Republicans’ George Santos defies party plea to resign
George Santos lied about his background, family history, work experience and religion to win his seat in November.
George Santos, the Republican congressman exposed as a pathological liar who “fabricated his life story” to get elected, has defied calls to resign.
Four House of Representatives Republicans have now said Mr Santos should step down as representative for New York’s third district after party officials said a CV he used to bolster his candidacy was littered with fabrications.
New York Republicans have declared Mr Santos a “fraud” and a “disgrace to the House of Representatives” for lying about his background, family history, work experience and religion to win his seat at November’s midterm elections.
Mr Santos, 34, presented himself as the “living embodiment of the American dream” at the midterms. He campaigned as the openly gay son of Brazilian immigrants, the Jewish grandson of Holocaust survivors and a Wall Street banker, but has seen a catalogue of untruths unravel in recent days. He has confessed to lying about working for two Wall Street banks and has been exposed for claiming his mother was killed in the World Trade Centre on 9/11; she died in 2016.
Mr Santos also said his grandparents fled the Holocaust, but no record of them can be found, and he has admitted he was not Jewish, as he claimed, but “Jew-ish”. He now faces local, state and federal investigations in the US, and a fraud case in Brazil.
The uproar surrounding Mr Santos has not abated since the House was sworn in last Friday but he refused to budge.
Hounded by reporters in congress, he repeatedly said he would not step down.
At a press conference on Long Island on Wednesday, Joseph Cairo Jr, chairman of the Nassau County Republican committee, denounced Mr Santos’s election as a “campaign of deceit, lies and fabrication”.
Republican leaders have sidestepped questions about Mr Santos, apparently unwilling to force him out and erode the party’s slender majority in the house.
Republican House Speaker Kevin McCarthy said Mr Santos would not sit on any powerful congressional committees, but insisted: “He will continue to serve … he has to answer to the voters and the voters will make another decision in two years.”
Allegations about Mr Santos’s murky finances continue to swirl. When he first ran for congress in 2020 he claimed to have no financial assets at all. Two years later he was able to lend his campaign more than $US700,000 ($1.07m) and reported a $US750,000 salary and the receipt of more than $US1m from other business interests.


• [The problem]
Go through the data line by line from the top, retyping each exactly, and end with the line that contains "Task: Click on the span: Save".

(Source data)
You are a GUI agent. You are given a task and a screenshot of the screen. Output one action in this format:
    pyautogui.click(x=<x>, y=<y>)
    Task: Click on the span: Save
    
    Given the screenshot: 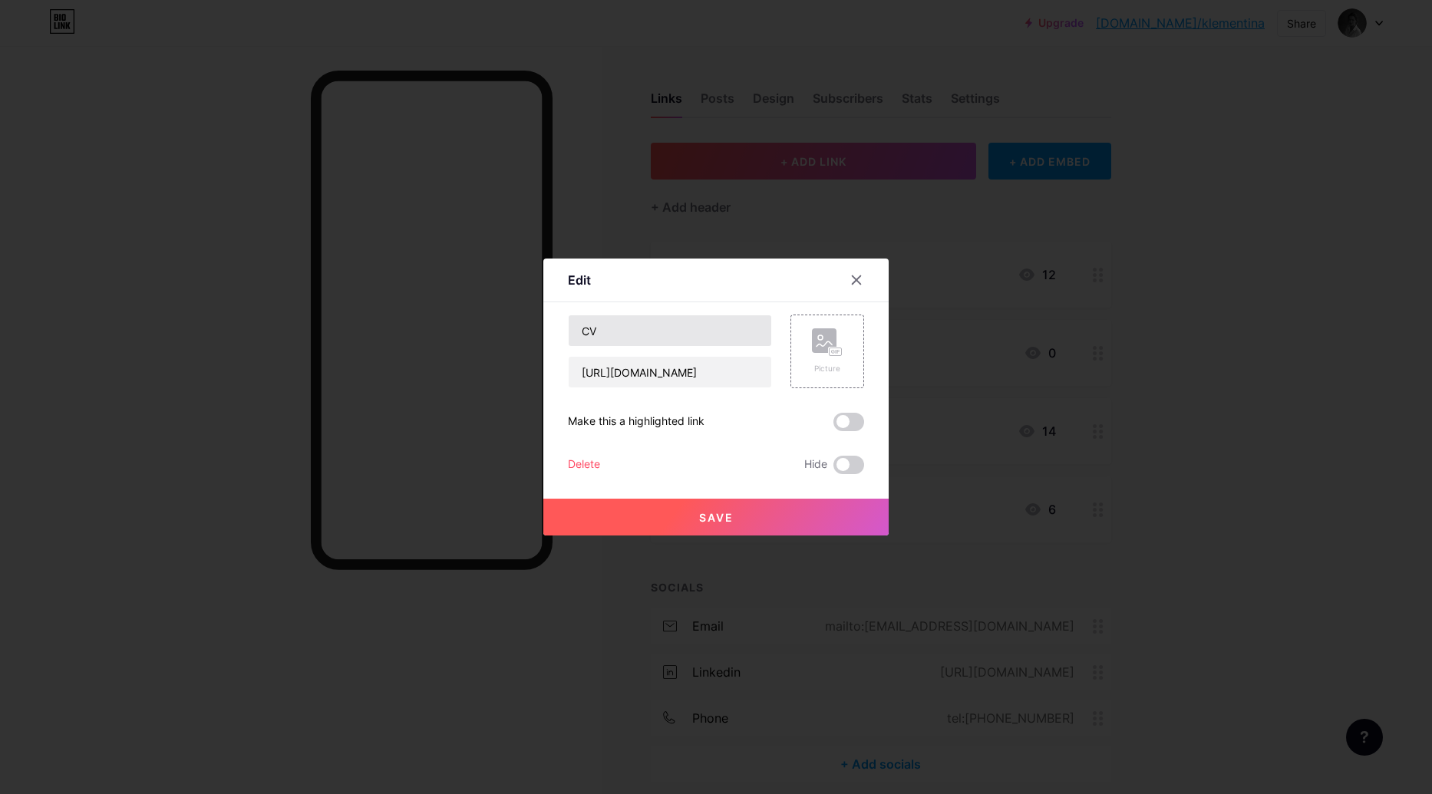 What is the action you would take?
    pyautogui.click(x=716, y=517)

• [Written response]
You are a GUI agent. You are given a task and a screenshot of the screen. Output one action in this format:
    pyautogui.click(x=<x>, y=<y>)
    Task: Click on the span: Save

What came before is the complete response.